The F-2 option is most useful as a short-term lawful-presence bridge while other applications are pending — not as a long-term solution.

For Kuwaitis with established professional or academic accomplishments, the O-1 visa for individuals of extraordinary ability or achievement is available. The statutory basis is INA § 101(a)(15)(O) (8 U.S.C. § 1101(a)(15)(O)).

The O-1 requires demonstrating sustained national or international acclaim through evidence in categories that include major awards, membership in selective organizations, published material about the applicant, original contributions of major significance, scholarly articles, and others.

The category is fact-specific. It is not a default option for most applicants. Where the applicant has a documented professional record that genuinely meets the standard — including, often, applicants in academic or research fields — the O-1 can be approved within weeks under premium processing.
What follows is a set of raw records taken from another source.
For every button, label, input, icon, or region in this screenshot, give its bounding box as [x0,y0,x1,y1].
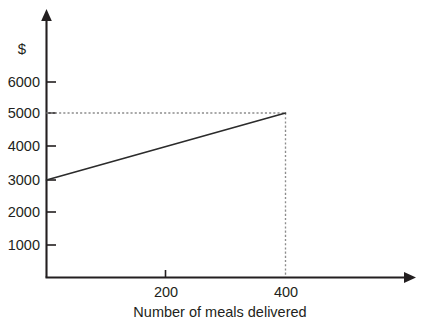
y-tick-label-6000: 6000 [0,75,40,90]
y-axis-label: $ [18,41,26,56]
x-tick-label-200: 200 [154,285,178,300]
y-tick-label-2000: 2000 [0,205,40,220]
y-tick-label-4000: 4000 [0,139,40,154]
cost-line-chart: $ 6000 5000 4000 3000 2000 1000 200 400 … [0,0,423,325]
cost-series-line [47,113,286,180]
x-tick-label-400: 400 [274,285,298,300]
x-axis-title: Number of meals delivered [133,305,306,320]
x-axis-arrow-icon [404,272,416,283]
y-tick-label-1000: 1000 [0,238,40,253]
chart-plot-area [0,0,423,325]
y-tick-label-5000: 5000 [0,106,40,121]
y-axis-arrow-icon [41,9,52,21]
y-tick-label-3000: 3000 [0,173,40,188]
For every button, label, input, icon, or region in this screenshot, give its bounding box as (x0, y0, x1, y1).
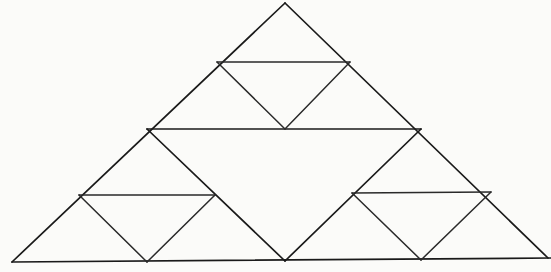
triangle-figure-svg (0, 0, 551, 272)
triangle-figure-canvas (0, 0, 551, 272)
right-inv-top-chord (352, 192, 491, 193)
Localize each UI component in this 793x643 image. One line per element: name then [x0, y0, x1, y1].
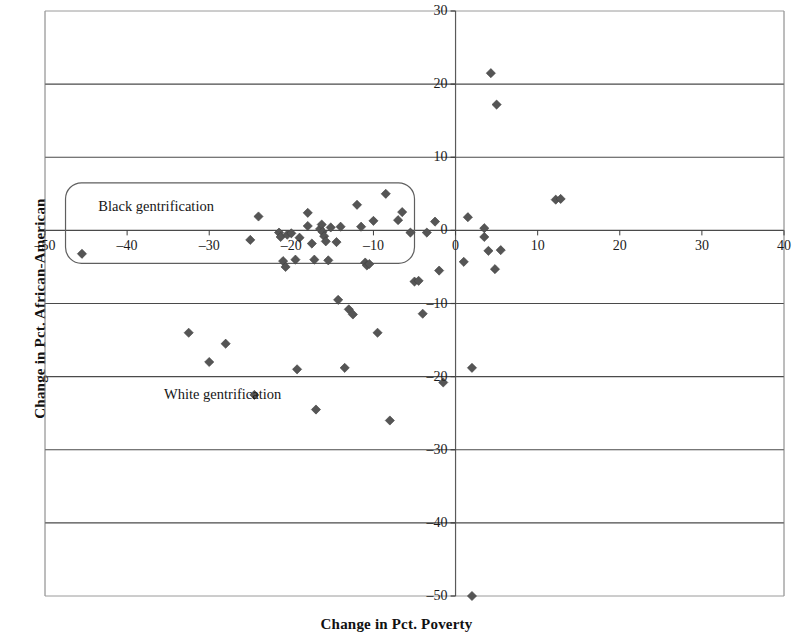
data-point	[369, 216, 378, 225]
y-tick-label: –30	[410, 442, 448, 458]
data-point	[205, 357, 214, 366]
y-tick-label: –50	[410, 588, 448, 604]
y-tick-label: 30	[410, 3, 448, 19]
data-point	[307, 239, 316, 248]
data-point	[492, 100, 501, 109]
data-point	[385, 416, 394, 425]
data-point	[435, 266, 444, 275]
data-point	[480, 224, 489, 233]
data-point	[467, 363, 476, 372]
data-point	[496, 246, 505, 255]
data-point	[490, 265, 499, 274]
data-point	[373, 328, 382, 337]
data-point	[340, 363, 349, 372]
y-tick-label: 10	[410, 149, 448, 165]
data-point	[303, 208, 312, 217]
data-point	[398, 207, 407, 216]
annotation-label-white-gentrification: White gentrification	[164, 386, 281, 403]
data-point	[332, 237, 341, 246]
data-point	[393, 216, 402, 225]
data-point	[77, 249, 86, 258]
x-tick-label: 20	[613, 238, 627, 254]
x-tick-label: –30	[199, 238, 220, 254]
y-tick-label: –40	[410, 515, 448, 531]
x-tick-label: –10	[363, 238, 384, 254]
annotation-label-black-gentrification: Black gentrification	[98, 198, 214, 215]
x-tick-label: 10	[531, 238, 545, 254]
data-point	[246, 235, 255, 244]
data-point	[381, 189, 390, 198]
data-point	[459, 257, 468, 266]
data-point	[184, 328, 193, 337]
data-point	[292, 365, 301, 374]
y-tick-label: –10	[410, 296, 448, 312]
y-tick-label: 0	[410, 222, 448, 238]
data-point	[480, 232, 489, 241]
data-point	[352, 200, 361, 209]
x-tick-label: –40	[117, 238, 138, 254]
data-point	[303, 221, 312, 230]
data-point	[486, 69, 495, 78]
data-point	[484, 246, 493, 255]
data-point	[467, 591, 476, 600]
scatter-chart: Change in Pct. African-American Change i…	[0, 0, 793, 643]
data-point	[221, 339, 230, 348]
y-tick-label: 20	[410, 76, 448, 92]
x-tick-label: –50	[35, 238, 56, 254]
data-point	[463, 213, 472, 222]
data-point	[311, 405, 320, 414]
x-tick-label: –20	[281, 238, 302, 254]
x-tick-label: 0	[452, 238, 459, 254]
x-tick-label: 40	[777, 238, 791, 254]
x-tick-label: 30	[695, 238, 709, 254]
data-points	[77, 69, 565, 601]
plot-area	[0, 0, 793, 643]
y-tick-label: –20	[410, 369, 448, 385]
data-point	[254, 212, 263, 221]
Kuwaitis affiliated with institutions of higher education or qualifying nonprofit research organizations may be eligible for an H-1B cap-exempt petition under INA § 214(g)(5) (8 U.S.C. § 1184(g)(5)).

Cap-exempt H-1B petitions are not subject to the annual numerical cap and the H-1B lottery. They may be filed and approved at any time during the year. The qualifying employers are:

    • Institutions of higher education, as defined in 20 U.S.C. § 1001(a).
    • Nonprofit entities related to or affiliated with an institution of higher education.
    • Nonprofit research organizations.
    • Governmental research organizations.

The cap-exempt pathway has become a meaningful option for applicants with research, teaching, or healthcare affiliations who would otherwise face the cap lottery’s roughly one-in-four odds.

Practitioners working with denaturalized Kuwaitis have generally recommended pursuing multiple options in parallel, rather than picking one and waiting.

mic What the Attorney Says

“I would encourage you, like I do for everybody, to apply for all of it. F-2, O-1, H-1B cap-exempt — and whatever you apply for, I would also apply for asylum. Apply for everything you can.”

Jim Hacking The Immigration Answer Show, June 6, 2026

The reason for the layered approach is the speed and certainty of each option. Asylum confers the strongest long-term status — work authorization 150 days after filing, eligibility for adjustment after one year of granted asylum, eligibility for travel documentation — but asylum adjudication is slow, and the affirmative asylum backlog is substantial.

A pending F-2 or approved O-1 keeps the applicant in lawful nonimmigrant status while asylum is pending. A cap-exempt H-1B, where available, adds work authorization and a separate path to employment-based permanent residence if circumstances change.

For Kuwaitis in the United States who lose citizenship while abroad, the picture is grimmer. A revoked U.S. visa cannot be re-issued by a consulate to a person who is now stateless under a third country’s nationality framework. The combination of Kuwaiti revocation and U.S. visa revocation produces a population with no clear path back.

The U.N. Refugee Agency has called repeatedly on Kuwait to halt the revocation campaign and provide judicial review. Those calls have gone unanswered. As of mid-2026, the revocation process continues — and so does the corresponding administrative pressure on the U.S. legal options available to those affected.